A Quote by Joe Walsh

In 1980, we just ran out of steam. After about 15 years, Don Henley and Glenn Frey came to me and said, 'We have been thinking of starting the Eagles back up again, and we can't do it without you, and we can't do it unless you're sober.' I was just about homeless.
I knew Glenn Frey. He called me up in 1977 and told me The Eagles were looking for a bass player, preferably someone who could write and had a high voice. That was me.
I remember back in 1994 when the Eagles charged more than $100 for tickets. They said, 'We ain't Pearl Jam.' That's back when records were selling and the Eagles had sold just about as many as anyone on the planet. And years later we're still charging less than them.
I built a cannon out of ice, and wrapped myself in the funeral carpet which my husbands and wives had woven for me out of their own hair, and one of my wives was my gunner. I came back here, after many adventures, and once, when I'd been drinking, donated the funeral carpet to the national museum. When I was sober again, I asked for it back, but they claimed not to know what I was talking about.
I came back, Uncle Eddie. Last year, after the Henley, I could have gone to any school in the world -- I could have done anything, but I came back." "You ran away, Katarina." "And now I'm back." "You're still running.
I started thinking about this truck and why do I still have this same truck? After all of these years, why am I holding on to that? I just starting thinking about other things: guitars, boots and jeans. I just had a tendency to hold on to the things that have meaning to me.
I grew up with another pretty darn good writer: Glenn Frey of the Eagles. We were very good friends, and we kind of studied it together.
...when I came back, I found Mom sobbing at the kitchen table...Then I asked her what had happened. 'Nothing,'she said. 'I was thinking about that man...I started thinking about...if he and his wife and their other child are okay, and I don't know. It just got to me.' 'I know,' I said, because I did know. Sometimes it's safer to cry about people you don't know than to think about people you really love.
[I]t just makes me tired even thinking about it. It reminds me of that feeling I had before I left. Like my lungs were made of lead. Like I can't even think about starting to care about anything. Like I either wish that they were all dead, or I was, because I can't stand the pull of all that history between us. That's before I even pick up the phone. I'm so tired I never want to wake up again. But I've figured out now that it was never them that made me feel that way. It was just me, all along.

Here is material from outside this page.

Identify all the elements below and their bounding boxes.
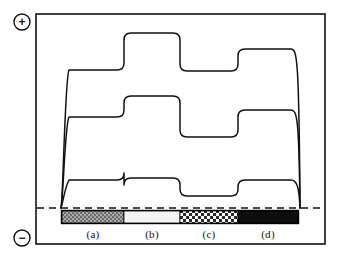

I've been sober now for 18 years. With all the drugs, psychedelics and narcotics I did, I was [really] an alcoholic. Honestly, I only used to do cocaine so I could sober up and drink more. My last five years of drinking was a nightmare. I was drinking a half-gallon of rum with a fifth of rum on the side, in case I ran out, 28 beers a day, and three grams of cocaine just to keep me moving around. And I thought I was doing fine because I wasn't crawling around drunk on the floor.
I want to work for Nigeria, my blood is here. I captained this team for 14 years, and it is my country. But you people think if there is no Super Eagles we won't exist. I came from another country to coach the Super Eagles so don't think if we don't win my career is over, no. It's just starting.
We have to find areas in our lives that we feel most uncomfortable about and want to change. I decided to push myself because it allowed me to give back. I have a scholarship program. When I found out the average age of a homeless person is 9½ years old, I said there must be something that I can do. Now, I am the spokesman for the National Coalition for the Homeless.
I opened up my mind as far as playing music. I was at a Cody Chesnutt concert a few years ago, and a friend introduced me to him. We just started talking about music, and he asked me what I did. I said, "I have these songs and I'm kind of nervous to put them out, because I've just kind of been playing blues stuff, and playing other people's songs." He said, "You should just put them out there, man. Why not? It's just gonna bother you if you don't. The easiest thing to do is to just let it go." So I just took that with me.
I came back from university thinking I knew all about politics and racism, not knowing my dad had been one of the youngest-serving Labour councillors in the town and had refused to work in South Africa years ago because of the situation there. And he's never mentioned it - you just find out. That's a real man to me. A sleeping lion.
I got on a horse when I was about 12 years of age, and started galloping around. my mother came up said "where did you learn to ride a horse?" I said "this is the first time I've ever been on a horse" I just knew, I just felt the horse.
I've never just said things recklessly without thinking about it or talking to people about it. I always go back to my people and talk to them about it.
In the years between 2000 and 2004, I always got the feeling that people were just starting to hear about me and they were all late to the game. I'd be out playing shows for records that I recorded back in 1999 that were just coming out.